Although we find ourselves sheltering in place, we nevertheless partake in a virtual trip with Cabot Yerxa, thanks to the journal he kept of his travel to Europe in 1925. The first leg of his adventure, aboard a steamer, took him to Central America. Here are excerpts in which he describes his observations in Panama City.
As soon as we got to Panama, I cut the bunch I came over with, because I knew they would start drinking right away. So I started out alone and walked 27 blocks out and 35 blocks back. Sixty-two blocks and hot weather got me tired, so I took a streetcar to the end of the line at La Sabanas, near which is the ruins of Old Panama, where Morgan the English buccaneer destroyed the town by burning it 300 years ago. On the way was the bullfight ring, racetrack, also the largest hospital in South America.
Then I took car back to the president’s palace and got talking to a policeman. He took me down to see the old jail built in the wall of the old city, Spanish-fashion. Then hunted up the famous “flat arch” of Panama and the old churches, some six or seven, one of which has an altar of 14-karat gold. This was the most wonderful thing of this kind I have ever seen; it must be 40 feet wide and 5 or 60 feet high. It occupies the whole end of a good-sized church; and with the sun shining on this mass of gold, it makes you gasp for words.
This old part of Panama is very, very interesting and beautiful — 10- or 12-foot streets, sidewalks two or three feet or none at all, everything of stone and clean. Buildings tinted all the bright colors, no two alike. Most houses two stories high with overhanging balconies, on which are many potted flowers and palms. Parrots and songbirds hang in cages, and children play and laugh. Every now and then, one sees small gardens in which are banana palms and numerous tropical plants and flowers which will not grow up north. Everyone seems to have his own coconut tree, because they stand up over streets, walls and houses.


▶ **REQUIRED ACTION**
Below are the records; collect from them each line containing the string "Stickers".

++++ LISTED ENTRIES ++++

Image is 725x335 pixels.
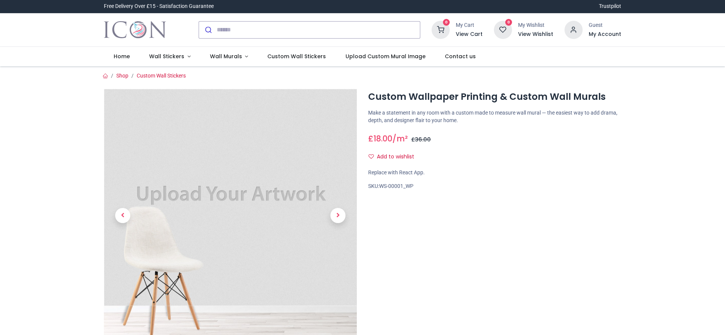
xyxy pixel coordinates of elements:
[432,26,450,32] a: 0
[494,26,512,32] a: 0
[518,31,553,38] a: View Wishlist
[368,182,621,190] div: SKU:
[114,52,130,60] span: Home
[199,22,217,38] button: Submit
[210,52,242,60] span: Wall Murals
[599,3,621,10] a: Trustpilot
[368,90,621,103] h1: Custom Wallpaper Printing & Custom Wall Murals
[104,3,214,10] div: Free Delivery Over £15 - Satisfaction Guarantee
[589,22,621,29] div: Guest
[589,31,621,38] a: My Account
[346,52,426,60] span: Upload Custom Mural Image
[443,19,450,26] sup: 0
[368,133,392,144] span: £
[104,19,166,40] img: Icon Wall Stickers
[374,133,392,144] span: 18.00
[445,52,476,60] span: Contact us
[115,208,130,223] span: Previous
[330,208,346,223] span: Next
[456,31,483,38] a: View Cart
[149,52,184,60] span: Wall Stickers
[319,127,357,304] a: Next
[368,109,621,124] p: Make a statement in any room with a custom made to measure wall mural — the easiest way to add dr...
[139,47,200,66] a: Wall Stickers
[379,183,414,189] span: WS-00001_WP
[518,22,553,29] div: My Wishlist
[104,19,166,40] a: Logo of Icon Wall Stickers
[368,169,621,176] div: Replace with React App.
[267,52,326,60] span: Custom Wall Stickers
[200,47,258,66] a: Wall Murals
[505,19,513,26] sup: 0
[369,154,374,159] i: Add to wishlist
[116,73,128,79] a: Shop
[456,22,483,29] div: My Cart
[392,133,408,144] span: /m²
[411,136,431,143] span: £
[137,73,186,79] a: Custom Wall Stickers
[104,127,142,304] a: Previous
[368,150,421,163] button: Add to wishlistAdd to wishlist
[415,136,431,143] span: 36.00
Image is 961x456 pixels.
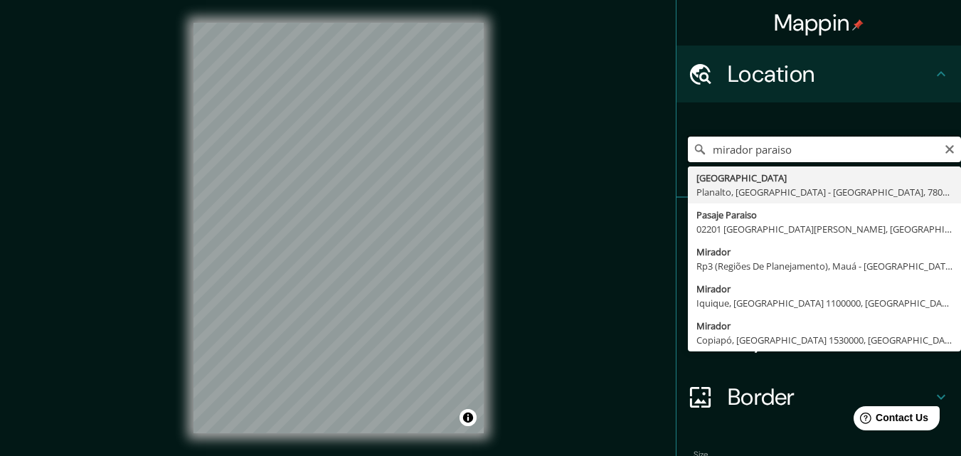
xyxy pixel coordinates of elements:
[728,326,932,354] h4: Layout
[696,259,952,273] div: Rp3 (Regiões De Planejamento), Mauá - [GEOGRAPHIC_DATA], 09371, [GEOGRAPHIC_DATA]
[696,245,952,259] div: Mirador
[696,208,952,222] div: Pasaje Paraiso
[696,296,952,310] div: Iquique, [GEOGRAPHIC_DATA] 1100000, [GEOGRAPHIC_DATA]
[193,23,484,433] canvas: Map
[696,319,952,333] div: Mirador
[696,333,952,347] div: Copiapó, [GEOGRAPHIC_DATA] 1530000, [GEOGRAPHIC_DATA]
[944,142,955,155] button: Clear
[728,60,932,88] h4: Location
[676,198,961,255] div: Pins
[696,185,952,199] div: Planalto, [GEOGRAPHIC_DATA] - [GEOGRAPHIC_DATA], 78058-787, [GEOGRAPHIC_DATA]
[676,312,961,368] div: Layout
[834,400,945,440] iframe: Help widget launcher
[852,19,863,31] img: pin-icon.png
[774,9,864,37] h4: Mappin
[696,222,952,236] div: 02201 [GEOGRAPHIC_DATA][PERSON_NAME], [GEOGRAPHIC_DATA][PERSON_NAME], [GEOGRAPHIC_DATA][PERSON_NAME]
[459,409,477,426] button: Toggle attribution
[676,255,961,312] div: Style
[688,137,961,162] input: Pick your city or area
[728,383,932,411] h4: Border
[676,368,961,425] div: Border
[696,282,952,296] div: Mirador
[696,171,952,185] div: [GEOGRAPHIC_DATA]
[676,46,961,102] div: Location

++++

▶ **ANSWER SPACE**
[104,19,166,40] img: Icon Wall Stickers
[149,52,184,60] span: Wall Stickers
[139,47,200,66] a: Wall Stickers
[104,19,166,40] a: Logo of Icon Wall Stickers
[267,52,326,60] span: Custom Wall Stickers
[137,73,186,79] a: Custom Wall Stickers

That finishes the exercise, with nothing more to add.